Application Definition
The Dictionary of Insurance Terms and Definitions
An application is a document which a life insurance customer submits to the insurance company as a request for a particular life insurance policy.
When you buy life insurance, you cannot simply select the life insurance product you want and then make your purchase because the seller needs to know something about you first. Here's why: with other types of purchase, cars for instance, the seller's cost in the exchange is fixed, regardless of who the buyer is. But with life insurance, the seller's cost varies depending on the buyer's life expectancy.
A vendor has the right not to sell its product or service. If a customer's life expectancy is particularly poor, the life insurance company may refuse to sell him/her the policy that he/she wants. For instance, if an individual applies for a 20-year term life insurance policy but carries a terminal illness, the insurer may be confident that it will lose money. If the company can afford to sell the sought-after policy to the applicant, though, it will extend an offer, which the applicant may accept.

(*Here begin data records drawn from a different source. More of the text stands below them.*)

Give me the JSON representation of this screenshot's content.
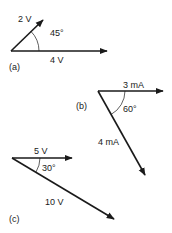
{
  "figure": {
    "panels": [
      {
        "id": "a",
        "label": "(a)",
        "vectors": [
          {
            "name": "2 V",
            "magnitude": 2,
            "unit": "V",
            "angle_deg": 45
          },
          {
            "name": "4 V",
            "magnitude": 4,
            "unit": "V",
            "angle_deg": 0
          }
        ],
        "angle_label": "45°"
      },
      {
        "id": "b",
        "label": "(b)",
        "vectors": [
          {
            "name": "3 mA",
            "magnitude": 3,
            "unit": "mA",
            "angle_deg": 0
          },
          {
            "name": "4 mA",
            "magnitude": 4,
            "unit": "mA",
            "angle_deg": -60
          }
        ],
        "angle_label": "60°"
      },
      {
        "id": "c",
        "label": "(c)",
        "vectors": [
          {
            "name": "5 V",
            "magnitude": 5,
            "unit": "V",
            "angle_deg": 0
          },
          {
            "name": "10 V",
            "magnitude": 10,
            "unit": "V",
            "angle_deg": -30
          }
        ],
        "angle_label": "30°"
      }
    ],
    "colors": {
      "stroke": "#1a1a1a",
      "background": "#ffffff"
    }
  }
}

The offer is often for exactly the same rate that the applicant was initially quoted, but not always. After reviewing the applicant's medical information, the insurer may determine that the applicant belongs in a rate class that is higher or lower than the one he/she represented him/herself to be (when you request life insurance quotes, you indicate what you think your own rate class should be—Best, Preferred Plus, Preferred, Standard). The price offered by the insurer corresponds to the rate class in which the insurer believes the applicant to belong.